V-2nd - Chapter 16, Part I: Kilroy Was Here

Mark Kohut markekohut at yahoo.com
Thu Feb 24 15:04:45 CST 2011


Belated thought.

Kilroy, as graffiti doodle, is drawn from a human soldier, so goes the history. 
>From way back around WW1 (or around the
historical time of V.)

Whereas by WW2, as Mr. Chad, he is drawn from an electronic image....

As Laura sez, like V.'s 'progression........




----- Original Message ----
From: "kelber at mindspring.com" <kelber at mindspring.com>
To: pynchon-l at waste.org
Sent: Tue, February 22, 2011 2:57:03 PM
Subject: V-2nd - Chapter 16, Part I:  Kilroy Was Here

This section is a tedious story centering on Fat Clyde and Pappy Hod (Paola's 
husband) on shore leave in Valetta.  Does anyone else get the feeling that this 
started out as a self-contained story that Pynchon unsuccessfully peddled to 
various campus and real-world literary periodicals?

The Navy must have been a time of real idea-percolation for a budding writer 
like Pynchon.  Pig Bodine must have been based on one or more of Pynchon's 
shipmates.  But this shore-leave story, while probably true-to-life, doesn't 
make for fascinating reading.  Maybe some of you feel otherwise?

But when all is lost, that Pynchon magic suddenly explodes with the discussion 
of Kilroy, his meaning and electronic origins.  This is definitely one of the 
moments in the book that most enthralled me when I first read it back in 
college.  It's simply ... cool.

1.  On the one hand, Pynchon's talking about something that's not general 
knowledge (I think) to anyone who hasn't read V. 


Here's one possible source:

http://books.google.co.uk/books?id=iUgEAAAAMBAJ&pg=PA23#v=onepage&q&f=false 
(article on Chad starts on p. 17)

more Kilroy info:

http://www.kilroywashere.org/001-Pages/01-0KilroyLegends.html

http://en.wikipedia.org/wiki/Kilroy_was_here

There are various ways to design a band pass filter (used to allow a narrower 
frequency to emerge as output, on a radio or loudspeaker, for example - 
resulting in better sound quality).  Here's one:

http://commons.wikimedia.org/wiki/File:Band_pass_filter.svg

They no longer use capacitors, inductors (coils) and resistors in this age of 
electronic chips.  Pynchon's likely source for the Kilroy-esque diagram may have 
been one of his electronics teachers, or one of his radioman shipmates.  So the 
bandpass/Kilroy connection was passed down as electronics lore, sort of in the 
oral tradition.  Recalling that GR quote Dave Monroe recently posted about the 
power of graffiti.

2.  Kilroy's a marker, not an observer or participant, of Anglophone (US and/or 
Brit) military presence.  And isn't that really what V. herself is? [p. 428-9]:  
"She was only there.  But being there was enough, even as a symptom."  Kilroy 
looks human, but look deeper and he's made of inanimate parts.  Ditto for V.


Task objective -
The data below contains pictures, which are to be skipped; the lines starting at the line with "List each element" and ending at the line with "I need the location" are to be output exactly, both ends included.

Source data -
========
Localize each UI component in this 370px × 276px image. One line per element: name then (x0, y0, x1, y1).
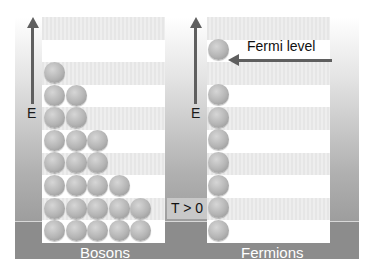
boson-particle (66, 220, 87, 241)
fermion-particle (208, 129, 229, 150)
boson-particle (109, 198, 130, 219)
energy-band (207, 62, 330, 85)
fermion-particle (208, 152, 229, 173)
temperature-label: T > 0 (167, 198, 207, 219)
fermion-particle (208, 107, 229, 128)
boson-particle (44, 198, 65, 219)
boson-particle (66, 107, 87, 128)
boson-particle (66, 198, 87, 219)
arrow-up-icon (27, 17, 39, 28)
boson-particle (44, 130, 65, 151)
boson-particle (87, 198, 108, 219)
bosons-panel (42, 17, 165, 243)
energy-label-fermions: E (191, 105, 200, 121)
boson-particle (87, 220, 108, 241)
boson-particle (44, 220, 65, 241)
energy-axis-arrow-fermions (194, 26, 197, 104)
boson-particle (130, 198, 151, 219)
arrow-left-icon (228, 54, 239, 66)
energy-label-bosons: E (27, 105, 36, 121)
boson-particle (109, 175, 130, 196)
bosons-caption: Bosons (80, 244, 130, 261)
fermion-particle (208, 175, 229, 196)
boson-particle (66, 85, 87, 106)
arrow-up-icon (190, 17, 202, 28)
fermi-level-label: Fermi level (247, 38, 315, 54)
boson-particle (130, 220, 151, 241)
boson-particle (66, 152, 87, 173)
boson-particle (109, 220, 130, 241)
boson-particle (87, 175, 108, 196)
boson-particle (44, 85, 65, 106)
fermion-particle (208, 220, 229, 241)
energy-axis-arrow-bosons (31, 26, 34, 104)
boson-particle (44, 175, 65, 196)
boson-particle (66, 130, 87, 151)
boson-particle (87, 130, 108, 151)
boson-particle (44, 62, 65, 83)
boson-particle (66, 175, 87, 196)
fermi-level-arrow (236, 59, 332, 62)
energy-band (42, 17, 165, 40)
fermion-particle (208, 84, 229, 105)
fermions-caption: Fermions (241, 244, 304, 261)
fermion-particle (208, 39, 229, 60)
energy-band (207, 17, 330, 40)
========
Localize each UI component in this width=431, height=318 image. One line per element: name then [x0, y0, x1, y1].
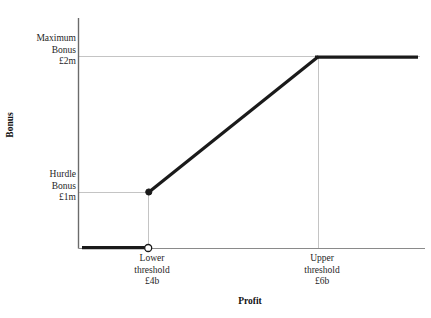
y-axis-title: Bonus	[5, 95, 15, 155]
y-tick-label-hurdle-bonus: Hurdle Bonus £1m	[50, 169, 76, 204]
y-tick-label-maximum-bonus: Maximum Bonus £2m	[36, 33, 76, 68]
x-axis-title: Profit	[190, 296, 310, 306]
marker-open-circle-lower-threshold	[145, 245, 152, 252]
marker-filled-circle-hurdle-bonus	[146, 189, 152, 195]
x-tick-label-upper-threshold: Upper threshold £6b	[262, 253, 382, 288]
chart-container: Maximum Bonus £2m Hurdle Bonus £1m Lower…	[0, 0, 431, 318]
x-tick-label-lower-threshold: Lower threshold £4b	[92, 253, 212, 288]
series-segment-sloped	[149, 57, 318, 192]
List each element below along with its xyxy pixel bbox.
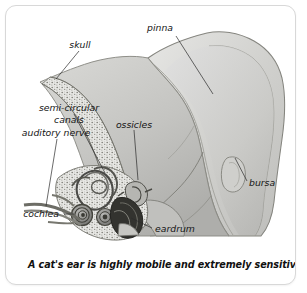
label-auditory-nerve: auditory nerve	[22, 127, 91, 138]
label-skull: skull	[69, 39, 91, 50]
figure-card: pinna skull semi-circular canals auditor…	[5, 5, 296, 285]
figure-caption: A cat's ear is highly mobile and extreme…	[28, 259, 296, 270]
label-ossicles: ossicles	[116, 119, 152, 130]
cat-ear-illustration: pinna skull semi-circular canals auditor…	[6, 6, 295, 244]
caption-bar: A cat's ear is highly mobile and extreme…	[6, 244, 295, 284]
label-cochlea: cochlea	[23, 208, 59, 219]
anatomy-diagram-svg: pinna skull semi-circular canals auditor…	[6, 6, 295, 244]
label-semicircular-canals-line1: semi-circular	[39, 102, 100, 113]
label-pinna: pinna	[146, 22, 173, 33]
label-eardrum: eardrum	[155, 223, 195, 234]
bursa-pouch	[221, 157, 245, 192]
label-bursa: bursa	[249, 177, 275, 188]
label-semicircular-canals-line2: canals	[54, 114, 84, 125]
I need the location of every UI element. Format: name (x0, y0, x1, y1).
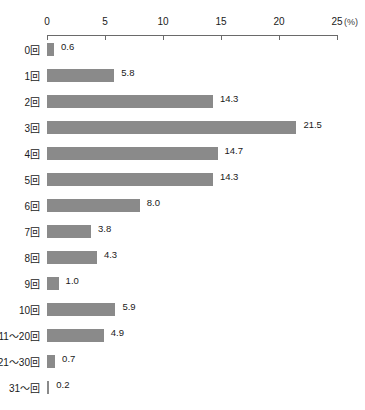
========
Reply to the exercise -
List each element below along with its xyxy pixel bbox.
label-auditory-nerve: auditory nerve	[22, 127, 91, 138]
label-skull: skull	[69, 39, 91, 50]
figure-card: pinna skull semi-circular canals auditor…	[5, 5, 296, 285]
figure-caption: A cat's ear is highly mobile and extreme…	[28, 259, 296, 270]
label-ossicles: ossicles	[116, 119, 152, 130]
cat-ear-illustration: pinna skull semi-circular canals auditor…	[6, 6, 295, 244]
caption-bar: A cat's ear is highly mobile and extreme…	[6, 244, 295, 284]
label-cochlea: cochlea	[23, 208, 59, 219]
anatomy-diagram-svg: pinna skull semi-circular canals auditor…	[6, 6, 295, 244]
label-semicircular-canals-line1: semi-circular	[39, 102, 100, 113]
label-pinna: pinna	[146, 22, 173, 33]
label-eardrum: eardrum	[155, 223, 195, 234]
bursa-pouch	[221, 157, 245, 192]
label-bursa: bursa	[249, 177, 275, 188]
label-semicircular-canals-line2: canals	[54, 114, 84, 125]
I need the location of every UI element. Format: name (x0, y0, x1, y1).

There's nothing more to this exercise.